Members of the National Education Union (NEU) – the country’s largest education union – have voted to accept the government’s teacher pay deal.
In a consultation with teacher members, 86 per cent voted in favour of accepting a 6.5 per cent rise for all teachers and leaders, on a turnout of 60 per cent.
It marks a major step towards ending strikes that disrupted schools during the spring and summer terms.
Leaders’ union ASCL ended its own strike ballot after its own members voted to back the deal earlier this month.
The NAHT and NASUWT unions also accepted the pay deal. But NASUWT said planned industrial action will still go ahead.
Education secretary Gillian Keegan tweeted that the NEU pay deal vote was “good news for teachers, good news for parents and most of all, good news for students”.
The NEU announced today it had secured a fresh mandate for strikes in the autumn term, following a formal re-ballot of members that was called before the deal was offered.
The ballot was won by 95 per cent, with a turnout of 53 per cent beating legal requirements for industrial action.
However the outcome of its consultation meant further strikes “will not now go ahead in the autumn term”, the union said.
Keegan added: “The deal brings an end to the disruption faced by parents and young people and means we can focus on what matters most – giving our children a world class education.
“That means tackling persistent absence and getting every child through the school gates every day, a relentless focus on closing the gap between disadvantaged pupils and their peers, and continued action to help young people make up for time lost during the pandemic.”
Joint general secretaries Dr Mary Bousted and Kevin Courtney said their union’s members “should be proud they have … secured extra funding for schools.
“The Government should be in no doubt that we will hold its feet to the fire on delivering for teachers and support staff on workload and funding and continue to represent the profession in future STRB consultations.
“It remains the view of the NEU that school and college funding is far from adequate. It remains a commitment of the NEU to campaign for further increases in teacher pay… Our campaign for a better-funded education system will not go away.”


**Activity**. Retrieve every line of the data holding the word "Enter".

----------------------------------------

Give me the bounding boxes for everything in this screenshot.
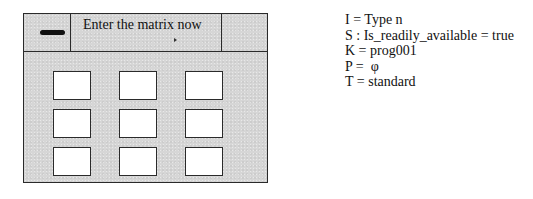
- property-s: S : Is_readily_available = true: [345, 28, 514, 44]
- property-list: I = Type n S : Is_readily_available = tr…: [345, 12, 514, 90]
- matrix-cell-3-2[interactable]: [119, 147, 157, 176]
- matrix-cell-3-1[interactable]: [53, 147, 91, 176]
- property-p: P = φ: [345, 59, 514, 75]
- matrix-cell-1-3[interactable]: [185, 71, 223, 100]
- cursor-icon: [174, 38, 177, 42]
- matrix-grid: [53, 71, 223, 176]
- property-i: I = Type n: [345, 12, 514, 28]
- title-area: Enter the matrix now: [71, 14, 222, 51]
- window-title: Enter the matrix now: [83, 17, 202, 33]
- minimize-button[interactable]: [24, 14, 71, 51]
- property-k: K = prog001: [345, 43, 514, 59]
- matrix-cell-1-1[interactable]: [53, 71, 91, 100]
- header-right-button[interactable]: [221, 14, 267, 51]
- window-header: Enter the matrix now: [24, 14, 267, 52]
- matrix-cell-3-3[interactable]: [185, 147, 223, 176]
- matrix-cell-2-2[interactable]: [119, 109, 157, 138]
- matrix-cell-1-2[interactable]: [119, 71, 157, 100]
- matrix-entry-window: Enter the matrix now: [23, 13, 268, 183]
- matrix-cell-2-3[interactable]: [185, 109, 223, 138]
- property-t: T = standard: [345, 74, 514, 90]
- minus-icon: [40, 30, 65, 35]
- matrix-cell-2-1[interactable]: [53, 109, 91, 138]
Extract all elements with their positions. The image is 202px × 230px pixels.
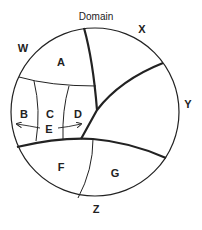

----------------------------------------

**Expected answer**.
- title-area: Enter the matrix now: [71, 14, 222, 51]
- window-title: Enter the matrix now: [83, 17, 202, 33]
- window-header: Enter the matrix now: [24, 14, 267, 52]
- matrix-entry-window: Enter the matrix now: [23, 13, 268, 183]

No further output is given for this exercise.